Hello.
Yes, you're right that you (and your daughter) can get Residence in NZ on the strength of being Australian.
http://www.dol.govt.nz/immigration/k...base/item/1068 Since you're making NZ your home, you will probably want to qualify for PR, so bear this in mind.
http://www.dol.govt.nz/immigration/k...base/item/5323
Yes, once you have Resident status, you will be able to sponsor your husband for Residence
http://www.dol.govt.nz/immigration/k...base/item/1121 (as long as you can show proof you have lived together for at least 12 months, otherwise he will have to apply for a partner-sponsored work visa first, and build up to the 12 months' proof), upon showing that NZ is now your permanent place of residence.
http://www.immigration.govt.nz/migra...nersstatus.htm
As a UK passport holder, he would be able to enter as a visa-waiver visitor (simply filling in a card on the aeroplane) for six months, and extend that, and this would normally be WAY more time that it would take to have a partner-sponsored Residence processed (assuming satisfactory partnership proof, and no problems with character or health certificates). However, if he entered WITH you and your daughter, if you were looking to get Residence stamped in your passports upon arrival, there could be difficulties for him: being a visitor implies an intention to leave again, and, in most cases, that you hold a ticket out before you're allowed to board a plane in, so it would be obvious his situation wasn't straightforward. INZ officials at the airport are responsible for being alert to people who don't fit the profile and might end up as overstayers/illegals.

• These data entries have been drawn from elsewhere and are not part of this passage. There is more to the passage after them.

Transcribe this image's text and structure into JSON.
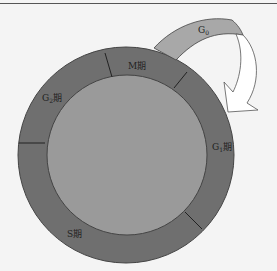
{
  "diagram": {
    "phases": [
      {
        "id": "M",
        "label": "M期"
      },
      {
        "id": "G1",
        "label_main": "G",
        "label_sub": "1",
        "label_suffix": "期"
      },
      {
        "id": "S",
        "label": "S期"
      },
      {
        "id": "G2",
        "label_main": "G",
        "label_sub": "2",
        "label_suffix": "期"
      }
    ],
    "exit_arrow": {
      "label_main": "G",
      "label_sub": "0"
    },
    "colors": {
      "ring": "#6f6f6f",
      "inner": "#9a9a9a",
      "g0_band": "#a8a8a8",
      "arrow_fill": "#ffffff",
      "background": "#f4f4f4"
    }
  }
}
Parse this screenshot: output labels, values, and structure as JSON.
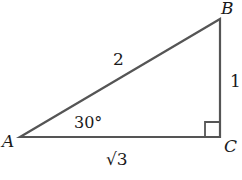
{
  "diagram": {
    "type": "right-triangle",
    "vertices": {
      "A": {
        "label": "A"
      },
      "B": {
        "label": "B"
      },
      "C": {
        "label": "C"
      }
    },
    "sides": {
      "AB": {
        "label": "2"
      },
      "BC": {
        "label": "1"
      },
      "AC": {
        "label": "√3"
      }
    },
    "angle_A": {
      "label": "30°"
    },
    "right_angle_at": "C",
    "line_color": "#555555"
  }
}
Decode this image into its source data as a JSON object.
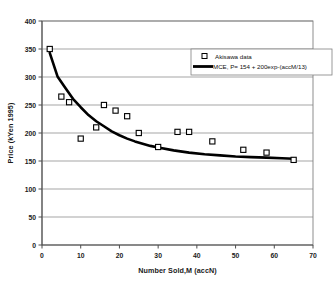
{
  "chart_data": {
    "type": "scatter",
    "title": "",
    "xlabel": "Number Sold,M (accN)",
    "ylabel": "Price (kYen 1995)",
    "xlim": [
      0,
      70
    ],
    "ylim": [
      0,
      400
    ],
    "xticks": [
      0,
      10,
      20,
      30,
      40,
      50,
      60,
      70
    ],
    "yticks": [
      0,
      50,
      100,
      150,
      200,
      250,
      300,
      350,
      400
    ],
    "xtick_labels": [
      "0",
      "10",
      "20",
      "30",
      "40",
      "50",
      "60",
      "70"
    ],
    "ytick_labels": [
      "0",
      "50",
      "100",
      "150",
      "200",
      "250",
      "300",
      "350",
      "400"
    ],
    "grid": "horizontal",
    "legend_position": "top-right",
    "series": [
      {
        "name": "Akisawa data",
        "type": "scatter",
        "marker": "open-square",
        "color": "#000000",
        "points": [
          {
            "x": 2,
            "y": 350
          },
          {
            "x": 5,
            "y": 265
          },
          {
            "x": 7,
            "y": 255
          },
          {
            "x": 10,
            "y": 190
          },
          {
            "x": 14,
            "y": 210
          },
          {
            "x": 16,
            "y": 250
          },
          {
            "x": 19,
            "y": 240
          },
          {
            "x": 22,
            "y": 230
          },
          {
            "x": 25,
            "y": 200
          },
          {
            "x": 30,
            "y": 175
          },
          {
            "x": 35,
            "y": 202
          },
          {
            "x": 38,
            "y": 202
          },
          {
            "x": 44,
            "y": 185
          },
          {
            "x": 52,
            "y": 170
          },
          {
            "x": 58,
            "y": 165
          },
          {
            "x": 65,
            "y": 152
          }
        ]
      },
      {
        "name": "MCE, P= 154 + 200exp-(accM/13)",
        "type": "line",
        "color": "#000000",
        "formula": {
          "intercept": 154,
          "amplitude": 200,
          "decay": 13
        },
        "points": [
          {
            "x": 2,
            "y": 343
          },
          {
            "x": 4,
            "y": 301
          },
          {
            "x": 6,
            "y": 281
          },
          {
            "x": 8,
            "y": 261
          },
          {
            "x": 10,
            "y": 246
          },
          {
            "x": 12,
            "y": 232
          },
          {
            "x": 14,
            "y": 221
          },
          {
            "x": 16,
            "y": 212
          },
          {
            "x": 18,
            "y": 203
          },
          {
            "x": 20,
            "y": 196
          },
          {
            "x": 22,
            "y": 190
          },
          {
            "x": 24,
            "y": 185
          },
          {
            "x": 26,
            "y": 181
          },
          {
            "x": 28,
            "y": 177
          },
          {
            "x": 30,
            "y": 174
          },
          {
            "x": 34,
            "y": 169
          },
          {
            "x": 38,
            "y": 165
          },
          {
            "x": 42,
            "y": 162
          },
          {
            "x": 46,
            "y": 160
          },
          {
            "x": 50,
            "y": 158
          },
          {
            "x": 54,
            "y": 157
          },
          {
            "x": 58,
            "y": 156
          },
          {
            "x": 62,
            "y": 155
          },
          {
            "x": 65,
            "y": 154
          }
        ]
      }
    ]
  },
  "legend": {
    "items": [
      {
        "label": "Akisawa data",
        "marker": "open-square"
      },
      {
        "label": "MCE, P= 154 + 200exp-(accM/13)",
        "marker": "line"
      }
    ]
  }
}
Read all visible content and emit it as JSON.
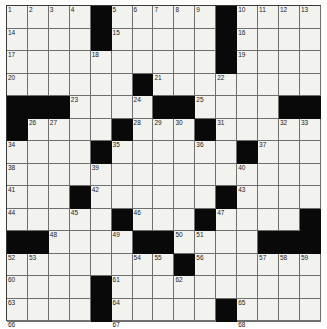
{
  "puzzle": {
    "title": "Crossword Grid",
    "columns": 15,
    "rows": 14,
    "cell_size_px": 20.8,
    "colors": {
      "white_cell": "#f2f2ef",
      "black_cell": "#090909",
      "grid_line": "#6f6f6f",
      "border": "#3a3a3a",
      "number_text": "#1a1a1a",
      "page_background": "#fdfdfb"
    },
    "highest_number": 68,
    "grid": [
      [
        {
          "black": false,
          "num": "1"
        },
        {
          "black": false,
          "num": "2"
        },
        {
          "black": false,
          "num": "3"
        },
        {
          "black": false,
          "num": "4"
        },
        {
          "black": true,
          "num": ""
        },
        {
          "black": false,
          "num": "5"
        },
        {
          "black": false,
          "num": "6"
        },
        {
          "black": false,
          "num": "7"
        },
        {
          "black": false,
          "num": "8"
        },
        {
          "black": false,
          "num": "9"
        },
        {
          "black": true,
          "num": ""
        },
        {
          "black": false,
          "num": "10"
        },
        {
          "black": false,
          "num": "11"
        },
        {
          "black": false,
          "num": "12"
        },
        {
          "black": false,
          "num": "13"
        }
      ],
      [
        {
          "black": false,
          "num": "14"
        },
        {
          "black": false,
          "num": ""
        },
        {
          "black": false,
          "num": ""
        },
        {
          "black": false,
          "num": ""
        },
        {
          "black": true,
          "num": ""
        },
        {
          "black": false,
          "num": "15"
        },
        {
          "black": false,
          "num": ""
        },
        {
          "black": false,
          "num": ""
        },
        {
          "black": false,
          "num": ""
        },
        {
          "black": false,
          "num": ""
        },
        {
          "black": true,
          "num": ""
        },
        {
          "black": false,
          "num": "16"
        },
        {
          "black": false,
          "num": ""
        },
        {
          "black": false,
          "num": ""
        },
        {
          "black": false,
          "num": ""
        }
      ],
      [
        {
          "black": false,
          "num": "17"
        },
        {
          "black": false,
          "num": ""
        },
        {
          "black": false,
          "num": ""
        },
        {
          "black": false,
          "num": ""
        },
        {
          "black": false,
          "num": "18"
        },
        {
          "black": false,
          "num": ""
        },
        {
          "black": false,
          "num": ""
        },
        {
          "black": false,
          "num": ""
        },
        {
          "black": false,
          "num": ""
        },
        {
          "black": false,
          "num": ""
        },
        {
          "black": true,
          "num": ""
        },
        {
          "black": false,
          "num": "19"
        },
        {
          "black": false,
          "num": ""
        },
        {
          "black": false,
          "num": ""
        },
        {
          "black": false,
          "num": ""
        }
      ],
      [
        {
          "black": false,
          "num": "20"
        },
        {
          "black": false,
          "num": ""
        },
        {
          "black": false,
          "num": ""
        },
        {
          "black": false,
          "num": ""
        },
        {
          "black": false,
          "num": ""
        },
        {
          "black": false,
          "num": ""
        },
        {
          "black": true,
          "num": ""
        },
        {
          "black": false,
          "num": "21"
        },
        {
          "black": false,
          "num": ""
        },
        {
          "black": false,
          "num": ""
        },
        {
          "black": false,
          "num": "22"
        },
        {
          "black": false,
          "num": ""
        },
        {
          "black": false,
          "num": ""
        },
        {
          "black": false,
          "num": ""
        },
        {
          "black": false,
          "num": ""
        }
      ],
      [
        {
          "black": true,
          "num": ""
        },
        {
          "black": true,
          "num": ""
        },
        {
          "black": true,
          "num": ""
        },
        {
          "black": false,
          "num": "23"
        },
        {
          "black": false,
          "num": ""
        },
        {
          "black": false,
          "num": ""
        },
        {
          "black": false,
          "num": "24"
        },
        {
          "black": true,
          "num": ""
        },
        {
          "black": true,
          "num": ""
        },
        {
          "black": false,
          "num": "25"
        },
        {
          "black": false,
          "num": ""
        },
        {
          "black": false,
          "num": ""
        },
        {
          "black": false,
          "num": ""
        },
        {
          "black": true,
          "num": ""
        },
        {
          "black": true,
          "num": ""
        }
      ],
      [
        {
          "black": true,
          "num": ""
        },
        {
          "black": false,
          "num": "26"
        },
        {
          "black": false,
          "num": "27"
        },
        {
          "black": false,
          "num": ""
        },
        {
          "black": false,
          "num": ""
        },
        {
          "black": true,
          "num": ""
        },
        {
          "black": false,
          "num": "28"
        },
        {
          "black": false,
          "num": "29"
        },
        {
          "black": false,
          "num": "30"
        },
        {
          "black": true,
          "num": ""
        },
        {
          "black": false,
          "num": "31"
        },
        {
          "black": false,
          "num": ""
        },
        {
          "black": false,
          "num": ""
        },
        {
          "black": false,
          "num": "32"
        },
        {
          "black": false,
          "num": "33"
        }
      ],
      [
        {
          "black": false,
          "num": "34"
        },
        {
          "black": false,
          "num": ""
        },
        {
          "black": false,
          "num": ""
        },
        {
          "black": false,
          "num": ""
        },
        {
          "black": true,
          "num": ""
        },
        {
          "black": false,
          "num": "35"
        },
        {
          "black": false,
          "num": ""
        },
        {
          "black": false,
          "num": ""
        },
        {
          "black": false,
          "num": ""
        },
        {
          "black": false,
          "num": "36"
        },
        {
          "black": false,
          "num": ""
        },
        {
          "black": true,
          "num": ""
        },
        {
          "black": false,
          "num": "37"
        },
        {
          "black": false,
          "num": ""
        },
        {
          "black": false,
          "num": ""
        }
      ],
      [
        {
          "black": false,
          "num": "38"
        },
        {
          "black": false,
          "num": ""
        },
        {
          "black": false,
          "num": ""
        },
        {
          "black": false,
          "num": ""
        },
        {
          "black": false,
          "num": "39"
        },
        {
          "black": false,
          "num": ""
        },
        {
          "black": false,
          "num": ""
        },
        {
          "black": false,
          "num": ""
        },
        {
          "black": false,
          "num": ""
        },
        {
          "black": false,
          "num": ""
        },
        {
          "black": false,
          "num": ""
        },
        {
          "black": false,
          "num": "40"
        },
        {
          "black": false,
          "num": ""
        },
        {
          "black": false,
          "num": ""
        },
        {
          "black": false,
          "num": ""
        }
      ],
      [
        {
          "black": false,
          "num": "41"
        },
        {
          "black": false,
          "num": ""
        },
        {
          "black": false,
          "num": ""
        },
        {
          "black": true,
          "num": ""
        },
        {
          "black": false,
          "num": "42"
        },
        {
          "black": false,
          "num": ""
        },
        {
          "black": false,
          "num": ""
        },
        {
          "black": false,
          "num": ""
        },
        {
          "black": false,
          "num": ""
        },
        {
          "black": false,
          "num": ""
        },
        {
          "black": true,
          "num": ""
        },
        {
          "black": false,
          "num": "43"
        },
        {
          "black": false,
          "num": ""
        },
        {
          "black": false,
          "num": ""
        },
        {
          "black": false,
          "num": ""
        }
      ],
      [
        {
          "black": false,
          "num": "44"
        },
        {
          "black": false,
          "num": ""
        },
        {
          "black": false,
          "num": ""
        },
        {
          "black": false,
          "num": "45"
        },
        {
          "black": false,
          "num": ""
        },
        {
          "black": true,
          "num": ""
        },
        {
          "black": false,
          "num": "46"
        },
        {
          "black": false,
          "num": ""
        },
        {
          "black": false,
          "num": ""
        },
        {
          "black": true,
          "num": ""
        },
        {
          "black": false,
          "num": "47"
        },
        {
          "black": false,
          "num": ""
        },
        {
          "black": false,
          "num": ""
        },
        {
          "black": false,
          "num": ""
        },
        {
          "black": true,
          "num": ""
        }
      ],
      [
        {
          "black": true,
          "num": ""
        },
        {
          "black": true,
          "num": ""
        },
        {
          "black": false,
          "num": "48"
        },
        {
          "black": false,
          "num": ""
        },
        {
          "black": false,
          "num": ""
        },
        {
          "black": false,
          "num": "49"
        },
        {
          "black": true,
          "num": ""
        },
        {
          "black": true,
          "num": ""
        },
        {
          "black": false,
          "num": "50"
        },
        {
          "black": false,
          "num": "51"
        },
        {
          "black": false,
          "num": ""
        },
        {
          "black": false,
          "num": ""
        },
        {
          "black": true,
          "num": ""
        },
        {
          "black": true,
          "num": ""
        },
        {
          "black": true,
          "num": ""
        }
      ],
      [
        {
          "black": false,
          "num": "52"
        },
        {
          "black": false,
          "num": "53"
        },
        {
          "black": false,
          "num": ""
        },
        {
          "black": false,
          "num": ""
        },
        {
          "black": false,
          "num": ""
        },
        {
          "black": false,
          "num": ""
        },
        {
          "black": false,
          "num": "54"
        },
        {
          "black": false,
          "num": "55"
        },
        {
          "black": true,
          "num": ""
        },
        {
          "black": false,
          "num": "56"
        },
        {
          "black": false,
          "num": ""
        },
        {
          "black": false,
          "num": ""
        },
        {
          "black": false,
          "num": "57"
        },
        {
          "black": false,
          "num": "58"
        },
        {
          "black": false,
          "num": "59"
        }
      ],
      [
        {
          "black": false,
          "num": "60"
        },
        {
          "black": false,
          "num": ""
        },
        {
          "black": false,
          "num": ""
        },
        {
          "black": false,
          "num": ""
        },
        {
          "black": true,
          "num": ""
        },
        {
          "black": false,
          "num": "61"
        },
        {
          "black": false,
          "num": ""
        },
        {
          "black": false,
          "num": ""
        },
        {
          "black": false,
          "num": "62"
        },
        {
          "black": false,
          "num": ""
        },
        {
          "black": false,
          "num": ""
        },
        {
          "black": false,
          "num": ""
        },
        {
          "black": false,
          "num": ""
        },
        {
          "black": false,
          "num": ""
        },
        {
          "black": false,
          "num": ""
        }
      ],
      [
        {
          "black": false,
          "num": "63"
        },
        {
          "black": false,
          "num": ""
        },
        {
          "black": false,
          "num": ""
        },
        {
          "black": false,
          "num": ""
        },
        {
          "black": true,
          "num": ""
        },
        {
          "black": false,
          "num": "64"
        },
        {
          "black": false,
          "num": ""
        },
        {
          "black": false,
          "num": ""
        },
        {
          "black": false,
          "num": ""
        },
        {
          "black": false,
          "num": ""
        },
        {
          "black": true,
          "num": ""
        },
        {
          "black": false,
          "num": "65"
        },
        {
          "black": false,
          "num": ""
        },
        {
          "black": false,
          "num": ""
        },
        {
          "black": false,
          "num": ""
        }
      ],
      [
        {
          "black": false,
          "num": "66"
        },
        {
          "black": false,
          "num": ""
        },
        {
          "black": false,
          "num": ""
        },
        {
          "black": false,
          "num": ""
        },
        {
          "black": true,
          "num": ""
        },
        {
          "black": false,
          "num": "67"
        },
        {
          "black": false,
          "num": ""
        },
        {
          "black": false,
          "num": ""
        },
        {
          "black": false,
          "num": ""
        },
        {
          "black": false,
          "num": ""
        },
        {
          "black": true,
          "num": ""
        },
        {
          "black": false,
          "num": "68"
        },
        {
          "black": false,
          "num": ""
        },
        {
          "black": false,
          "num": ""
        },
        {
          "black": false,
          "num": ""
        }
      ]
    ]
  }
}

Anyway, assuming that you all arrived in NZ (passing over for the moment when you stated to the authorities your intention to be resident), there is no provision for any 'bridging visa' that would allow him to work. The partner-sponsored visas, whether the work visa or Residence, are among the quickest to be processed, but he would be a visitor in the meantime. If he wanted to apply for a work visa in his own right on the basis of his skill as a plasterer, he would be on the same terms as anyone else with NO connection to a NZ resident - see the Immigration NZ website Find A Visa section - and even with all the necessary qualifications, and a job offer, could not expect the visa to go through more quickly than a partner-sponsored one. And he still could not work on his visitor visa while waiting. YOU, an Australian, could immediately take any job offered to you, but he would need to wait for the appropriate visa.